Deltek Analyst Stephen Moss reports.
Recently, I’ve become addicted to a TV program set in a camp of workers building the transcontinental railroad. The show highlights the stark realities of innovation and the novelty of a road linking the East and West Coasts. Hopping on a train in New York and arriving in San Francisco was unbelievable to some, but no doubt exciting for all. That same excitement should exist in the health information technology market, especially after the demonstration we saw earlier this month.
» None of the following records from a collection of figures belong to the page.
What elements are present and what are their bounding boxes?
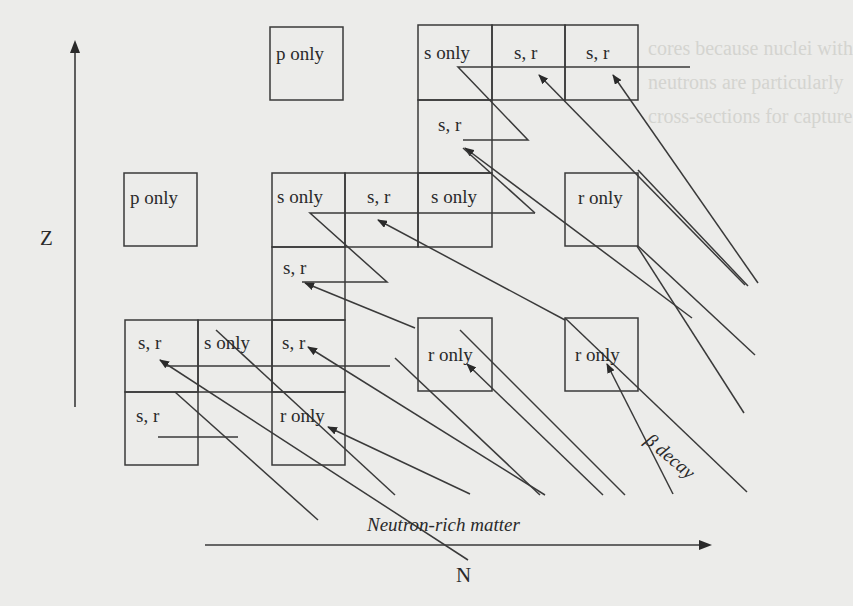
cell-s-r: s, r: [136, 406, 159, 425]
n-axis-arrowhead-icon: [699, 540, 712, 550]
cell-s-r: s, r: [514, 43, 537, 62]
cell-s-only: s only: [204, 333, 250, 352]
cell-s-r: s, r: [138, 333, 161, 352]
n-axis-label: N: [456, 565, 471, 586]
z-axis-arrowhead-icon: [70, 40, 80, 53]
neutron-rich-matter-label: Neutron-rich matter: [367, 515, 520, 534]
cell-s-r: s, r: [586, 43, 609, 62]
cell-boxes: [124, 25, 638, 465]
cell-s-r: s, r: [367, 187, 390, 206]
cell-r-only: r only: [428, 345, 473, 364]
cell-s-r: s, r: [282, 333, 305, 352]
z-axis-label: Z: [40, 228, 53, 249]
cell-p-only-upper: p only: [276, 44, 324, 63]
cell-s-only: s only: [431, 187, 477, 206]
cell-r-only: r only: [578, 188, 623, 207]
cell-r-only: r only: [575, 345, 620, 364]
cell-p-only-lower: p only: [130, 188, 178, 207]
cell-s-only: s only: [424, 43, 470, 62]
cell-s-r: s, r: [283, 258, 306, 277]
cell-s-r: s, r: [438, 115, 461, 134]
cell-r-only: r only: [280, 406, 325, 425]
s-process-path: [158, 67, 690, 437]
cell-s-only: s only: [277, 187, 323, 206]
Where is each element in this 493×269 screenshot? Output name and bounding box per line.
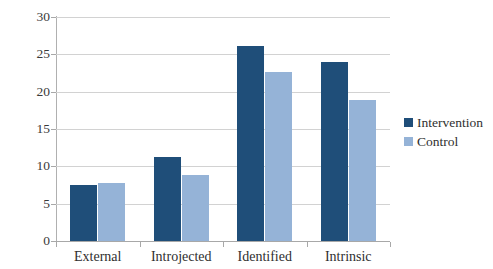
bar-control-external [98, 183, 125, 241]
y-axis-tick-labels: 051015202530 [0, 0, 50, 269]
bar-intervention-external [70, 185, 97, 241]
legend-item-control[interactable]: Control [404, 132, 493, 151]
bar-control-identified [265, 72, 292, 241]
legend-label: Control [417, 135, 458, 149]
legend: InterventionControl [404, 113, 493, 151]
legend-swatch-icon [404, 137, 413, 146]
x-axis-tick-mark [56, 242, 57, 247]
bar-intervention-identified [237, 46, 264, 241]
x-axis-tick-mark [140, 242, 141, 247]
x-axis-category-label: Intrinsic [288, 249, 408, 264]
y-axis-tick-label: 10 [6, 160, 50, 174]
bar-control-introjected [182, 175, 209, 241]
y-axis-tick-label: 30 [6, 10, 50, 24]
y-axis-tick-label: 20 [6, 85, 50, 99]
bar-control-intrinsic [349, 100, 376, 241]
y-axis-tick-label: 0 [6, 234, 50, 248]
x-axis-tick-mark [307, 242, 308, 247]
gridline [56, 54, 390, 55]
legend-item-intervention[interactable]: Intervention [404, 113, 493, 132]
bar-intervention-intrinsic [321, 62, 348, 241]
x-axis-tick-mark [223, 242, 224, 247]
chart-title [0, 0, 493, 4]
bar-chart: 051015202530 ExternalIntrojectedIdentifi… [0, 0, 493, 269]
y-axis-tick-label: 15 [6, 122, 50, 136]
legend-swatch-icon [404, 118, 413, 127]
x-axis-tick-mark [390, 242, 391, 247]
y-axis-tick-label: 5 [6, 197, 50, 211]
legend-label: Intervention [417, 116, 483, 130]
plot-area [56, 17, 390, 241]
gridline [56, 17, 390, 18]
y-axis-tick-label: 25 [6, 48, 50, 62]
bar-intervention-introjected [154, 157, 181, 241]
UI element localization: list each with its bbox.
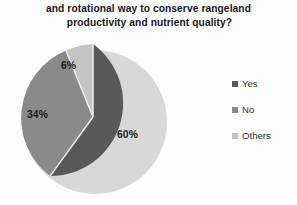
chart-title: and rotational way to conserve rangeland… <box>0 2 297 30</box>
legend-label-others: Others <box>242 130 271 141</box>
legend-swatch-yes <box>232 81 238 87</box>
legend-swatch-no <box>232 107 238 113</box>
legend-swatch-others <box>232 133 238 139</box>
legend-item-no[interactable]: No <box>232 104 297 130</box>
chart-legend: Yes No Others <box>232 78 297 156</box>
legend-item-others[interactable]: Others <box>232 130 297 156</box>
chart-title-line-2: productivity and nutrient quality? <box>0 16 297 30</box>
chart-title-line-1: and rotational way to conserve rangeland <box>0 2 297 16</box>
chart-figure: and rotational way to conserve rangeland… <box>0 0 297 205</box>
pie-chart-plot-area: 60% 34% 6% <box>0 38 200 205</box>
legend-item-yes[interactable]: Yes <box>232 78 297 104</box>
pie-label-yes: 60% <box>117 129 138 140</box>
legend-label-no: No <box>242 104 254 115</box>
pie-label-others: 6% <box>61 60 76 71</box>
pie-label-no: 34% <box>27 109 48 120</box>
legend-label-yes: Yes <box>242 78 258 89</box>
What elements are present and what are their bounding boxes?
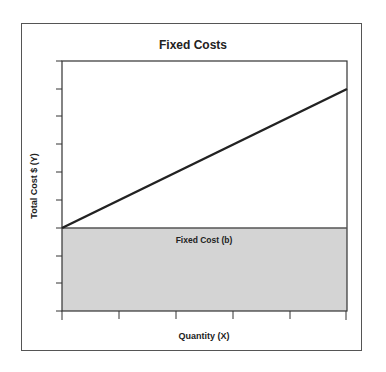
y-axis-label: Total Cost $ (Y): [29, 153, 39, 218]
x-axis-ticks: [62, 311, 346, 320]
fixed-cost-label: Fixed Cost (b): [62, 235, 346, 245]
total-cost-line: [62, 89, 347, 228]
y-axis-ticks: [56, 61, 62, 311]
x-axis-label: Quantity (X): [62, 331, 346, 341]
chart-plot: [0, 0, 386, 372]
chart-title: Fixed Costs: [0, 38, 386, 52]
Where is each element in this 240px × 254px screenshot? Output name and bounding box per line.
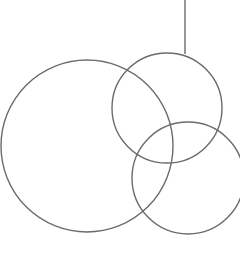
diagram-canvas: [0, 0, 240, 254]
diagram-svg: [0, 0, 240, 254]
bottom-right-circle: [132, 122, 240, 234]
top-right-circle: [112, 53, 222, 163]
large-left-circle: [1, 60, 173, 232]
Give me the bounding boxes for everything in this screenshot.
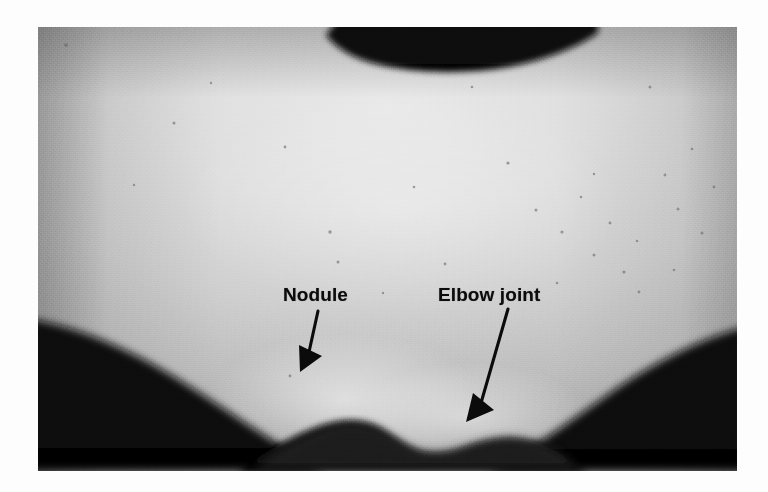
clinical-photograph bbox=[38, 27, 737, 471]
photo-page: Nodule Elbow joint bbox=[0, 0, 768, 492]
dark-background-silhouette bbox=[38, 27, 737, 471]
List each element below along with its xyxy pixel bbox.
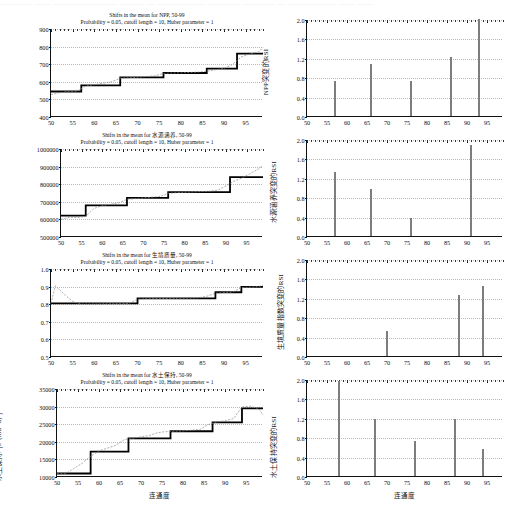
x-tick-label: 70	[134, 116, 140, 126]
x-minor-tick	[447, 140, 448, 142]
annual-series-line	[51, 285, 263, 304]
x-minor-tick	[463, 380, 464, 382]
x-minor-tick	[503, 140, 504, 142]
x-minor-tick	[319, 260, 320, 262]
x-minor-tick	[351, 140, 352, 142]
x-minor-tick	[423, 260, 424, 262]
gridline	[307, 20, 502, 21]
rsi-bar	[410, 218, 411, 236]
x-minor-tick	[431, 380, 432, 382]
rsi-bar	[370, 189, 371, 236]
gridline	[307, 59, 502, 60]
x-minor-tick	[359, 20, 360, 22]
x-minor-tick	[467, 20, 468, 22]
x-minor-tick	[451, 380, 452, 382]
y-tick-mark	[305, 98, 308, 99]
gridline	[307, 78, 502, 79]
x-minor-tick	[331, 380, 332, 382]
x-minor-tick	[343, 140, 344, 142]
gridline	[307, 438, 502, 439]
x-tick-label: 50	[304, 356, 310, 366]
x-tick-label: 60	[96, 476, 102, 486]
npp-step-title-block: Shifts in the mean for NPP, 50-99 Probab…	[30, 12, 264, 26]
rsi-bar	[370, 64, 371, 116]
y-axis-label: 生境质量指数突变的RSI	[275, 274, 285, 350]
x-minor-tick	[499, 380, 500, 382]
gridline	[307, 140, 502, 141]
x-minor-tick	[339, 140, 340, 142]
x-minor-tick	[467, 380, 468, 382]
x-minor-tick	[383, 260, 384, 262]
x-tick-label: 55	[70, 116, 76, 126]
x-tick-label: 60	[91, 356, 97, 366]
x-tick-label: 80	[424, 236, 430, 246]
y-tick-mark	[305, 399, 308, 400]
gridline	[307, 419, 502, 420]
chart-subtitle: Probability = 0.05, cutoff length = 10, …	[30, 379, 264, 386]
x-minor-tick	[363, 380, 364, 382]
x-minor-tick	[411, 380, 412, 382]
rsi-bar	[478, 19, 479, 116]
x-tick-label: 70	[138, 476, 144, 486]
x-minor-tick	[363, 20, 364, 22]
plot-area: 0.00.40.81.21.62.050556065707580859095	[306, 140, 502, 237]
x-minor-tick	[315, 380, 316, 382]
x-minor-tick	[323, 260, 324, 262]
x-minor-tick	[415, 140, 416, 142]
x-tick-label: 80	[182, 236, 188, 246]
x-tick-label: 70	[384, 236, 390, 246]
x-minor-tick	[407, 20, 408, 22]
x-minor-tick	[375, 20, 376, 22]
x-minor-tick	[327, 20, 328, 22]
x-minor-tick	[399, 20, 400, 22]
x-tick-label: 85	[444, 356, 450, 366]
x-minor-tick	[319, 380, 320, 382]
x-tick-label: 65	[364, 476, 370, 486]
x-minor-tick	[407, 260, 408, 262]
gridline	[307, 299, 502, 300]
x-minor-tick	[495, 20, 496, 22]
annual-series-line	[61, 165, 263, 219]
x-minor-tick	[451, 20, 452, 22]
x-minor-tick	[391, 20, 392, 22]
x-minor-tick	[503, 20, 504, 22]
x-tick-label: 60	[344, 116, 350, 126]
x-tick-label: 60	[99, 236, 105, 246]
x-minor-tick	[339, 260, 340, 262]
x-tick-label: 80	[178, 116, 184, 126]
plot-area: 1000015000200002500030000350005055606570…	[56, 389, 262, 477]
x-tick-label: 70	[384, 356, 390, 366]
x-tick-label: 75	[404, 236, 410, 246]
x-minor-tick	[491, 20, 492, 22]
gridline	[307, 338, 502, 339]
x-minor-tick	[315, 140, 316, 142]
x-tick-label: 85	[444, 236, 450, 246]
x-minor-tick	[447, 380, 448, 382]
x-tick-label: 60	[91, 116, 97, 126]
series-layer	[51, 269, 263, 357]
plot-area: 0.50.60.70.80.91.050556065707580859095	[50, 269, 262, 357]
x-tick-label: 80	[424, 116, 430, 126]
x-tick-label: 50	[48, 356, 54, 366]
x-tick-label: 65	[117, 476, 123, 486]
x-minor-tick	[399, 140, 400, 142]
plot-area: 0.00.40.81.21.62.050556065707580859095	[306, 380, 502, 477]
x-tick-label: 60	[344, 476, 350, 486]
x-minor-tick	[499, 260, 500, 262]
x-axis-label: 连通度	[306, 490, 502, 500]
x-minor-tick	[407, 380, 408, 382]
x-minor-tick	[379, 260, 380, 262]
chart-row-soil: Shifts in the mean for 水土保持, 50-99 Proba…	[0, 372, 511, 521]
x-tick-label: 65	[364, 116, 370, 126]
x-minor-tick	[415, 20, 416, 22]
soil-step-title-block: Shifts in the mean for 水土保持, 50-99 Proba…	[30, 372, 264, 386]
y-tick-mark	[305, 299, 308, 300]
x-tick-label: 95	[243, 476, 249, 486]
x-tick-label: 50	[304, 476, 310, 486]
x-minor-tick	[335, 380, 336, 382]
x-tick-label: 75	[404, 476, 410, 486]
x-minor-tick	[439, 380, 440, 382]
x-minor-tick	[483, 260, 484, 262]
x-minor-tick	[263, 269, 264, 271]
x-minor-tick	[323, 140, 324, 142]
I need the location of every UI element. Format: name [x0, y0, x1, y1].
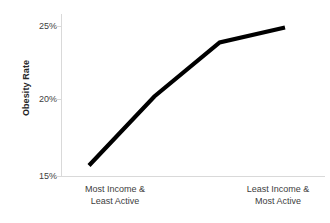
x-axis-label-left-line2: Least Active: [55, 195, 175, 207]
x-axis-label-left: Most Income & Least Active: [55, 183, 175, 207]
x-axis-label-right-line2: Most Active: [228, 195, 328, 207]
obesity-rate-line-chart: Obesity Rate 25% 20% 15% Most Income & L…: [0, 0, 330, 223]
x-axis-label-left-line1: Most Income &: [85, 184, 145, 194]
series-line-obesity-rate: [89, 28, 285, 166]
x-axis-label-right: Least Income & Most Active: [228, 183, 328, 207]
x-axis-label-right-line1: Least Income &: [247, 184, 310, 194]
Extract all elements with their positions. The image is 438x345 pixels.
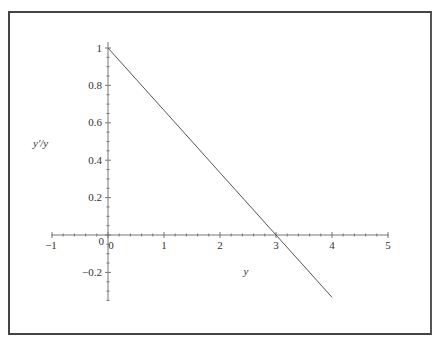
y-tick-label: 0.8 [88, 79, 102, 91]
x-tick-label: 2 [217, 239, 223, 251]
x-tick-label: 1 [161, 239, 167, 251]
y-tick-label: 0.4 [88, 154, 102, 166]
x-tick-label: 5 [385, 239, 391, 251]
data-line [108, 48, 332, 297]
x-tick-label: −1 [45, 239, 57, 251]
y-tick-label: 0.2 [88, 191, 102, 203]
x-tick-label: 3 [273, 239, 279, 251]
x-tick-label: 0 [108, 239, 114, 251]
chart: −1 0 1 2 3 4 5 −0.2 0 0.2 0.4 0.6 0.8 1 … [0, 0, 438, 345]
y-tick-label: 1 [97, 42, 103, 54]
x-axis-label: y [243, 265, 249, 277]
y-tick-label: 0.6 [88, 116, 102, 128]
y-tick-label: −0.2 [82, 266, 102, 278]
y-axis-label: y'/y [32, 137, 48, 149]
x-tick-label: 4 [329, 239, 335, 251]
y-tick-label: 0 [99, 235, 105, 247]
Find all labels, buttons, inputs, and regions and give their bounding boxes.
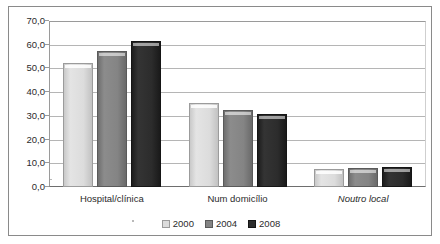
bar-2004-1[interactable] [97, 51, 127, 187]
bar-2000-1[interactable] [63, 63, 93, 188]
legend-item-2000[interactable]: 2000 [162, 219, 194, 229]
bar-2008-3[interactable] [382, 167, 412, 187]
bar-2000-3[interactable] [314, 169, 344, 187]
bar-2000-2[interactable] [189, 103, 219, 187]
legend-label: 2004 [216, 219, 237, 229]
scan-speck [132, 220, 134, 222]
legend-swatch-icon [248, 220, 256, 228]
legend-label: 2000 [173, 219, 194, 229]
y-axis-tick-label: 40,0 [11, 87, 45, 97]
y-axis-tick-label: 0,0 [11, 182, 45, 192]
bar-2004-3[interactable] [348, 168, 378, 187]
x-axis-category-labels: Hospital/clínicaNum domicílioNoutro loca… [49, 193, 426, 209]
bar-group [314, 21, 412, 187]
legend-swatch-icon [205, 220, 213, 228]
y-axis: 70,060,050,040,030,020,010,00,0 [9, 21, 45, 187]
y-axis-tick-label: 60,0 [11, 40, 45, 50]
legend-label: 2008 [259, 219, 280, 229]
bars-layer [49, 21, 426, 187]
y-axis-tick-label: 10,0 [11, 158, 45, 168]
scan-speck [50, 179, 52, 180]
x-axis-label-2: Num domicílio [175, 193, 301, 204]
bar-2008-1[interactable] [131, 41, 161, 187]
chart-legend: 200020042008 [9, 219, 433, 229]
y-axis-tick-label: 50,0 [11, 63, 45, 73]
legend-item-2004[interactable]: 2004 [205, 219, 237, 229]
y-axis-tick-label: 70,0 [11, 16, 45, 26]
bar-group [63, 21, 161, 187]
bar-2004-2[interactable] [223, 110, 253, 187]
bar-group [189, 21, 287, 187]
legend-swatch-icon [162, 220, 170, 228]
x-axis-label-3: Noutro local [300, 193, 426, 204]
legend-item-2008[interactable]: 2008 [248, 219, 280, 229]
x-axis-label-1: Hospital/clínica [49, 193, 175, 204]
y-axis-tick-label: 30,0 [11, 111, 45, 121]
y-axis-tick-label: 20,0 [11, 135, 45, 145]
bar-2008-2[interactable] [257, 114, 287, 188]
chart-frame: 70,060,050,040,030,020,010,00,0 Hospital… [8, 6, 432, 236]
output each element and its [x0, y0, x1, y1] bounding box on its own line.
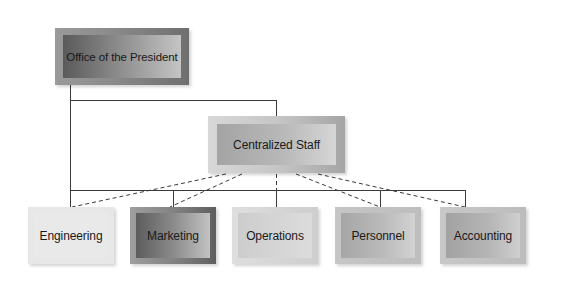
node-centralized-staff: Centralized Staff — [208, 116, 345, 173]
node-inner: Operations — [238, 213, 312, 258]
node-label: Operations — [246, 229, 304, 243]
node-marketing: Marketing — [130, 207, 216, 264]
node-inner: Office of the President — [63, 35, 181, 78]
node-operations: Operations — [232, 207, 318, 264]
node-label: Engineering — [40, 229, 103, 243]
node-inner: Marketing — [136, 213, 210, 258]
node-inner: Engineering — [34, 213, 108, 258]
node-inner: Centralized Staff — [217, 124, 336, 165]
node-label: Accounting — [454, 229, 512, 243]
node-engineering: Engineering — [28, 207, 114, 264]
node-label: Office of the President — [66, 51, 177, 63]
node-office-of-the-president: Office of the President — [55, 28, 189, 85]
node-label: Personnel — [351, 229, 404, 243]
node-inner: Personnel — [341, 213, 415, 258]
node-label: Marketing — [147, 229, 199, 243]
node-accounting: Accounting — [440, 207, 526, 264]
node-inner: Accounting — [446, 213, 520, 258]
node-personnel: Personnel — [335, 207, 421, 264]
org-chart: Office of the President Centralized Staf… — [0, 0, 563, 285]
node-label: Centralized Staff — [233, 138, 320, 152]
Forecasting the future of health information exchanges (HIE) has long been described as looking through a cloudy, crystal ball, but it became a bit more focused when a medical practice in northern Ohio became the first in the nation to use direct secure messaging to share medical records across state lines with its counterpart in Biloxi, MS. The Ohio physician used CliniSync, Ohio’s HIE, to exchange real messages with Mississippi using the standards, policies, and services of the Office of the National Coordinator’s (ONC) Direct Project. Akin to a secured email, the direct messages replace the reliance on faxes and snail mail with a more secure and timely way to exchange information. As the two practices quickly realized, clicking a few buttons beats scanning a mountain of paperwork or waiting for the postman to arrive by a long shot. The successful exchange of information between the two states sets Ohio on a course to statewide mass deployment of the direct application.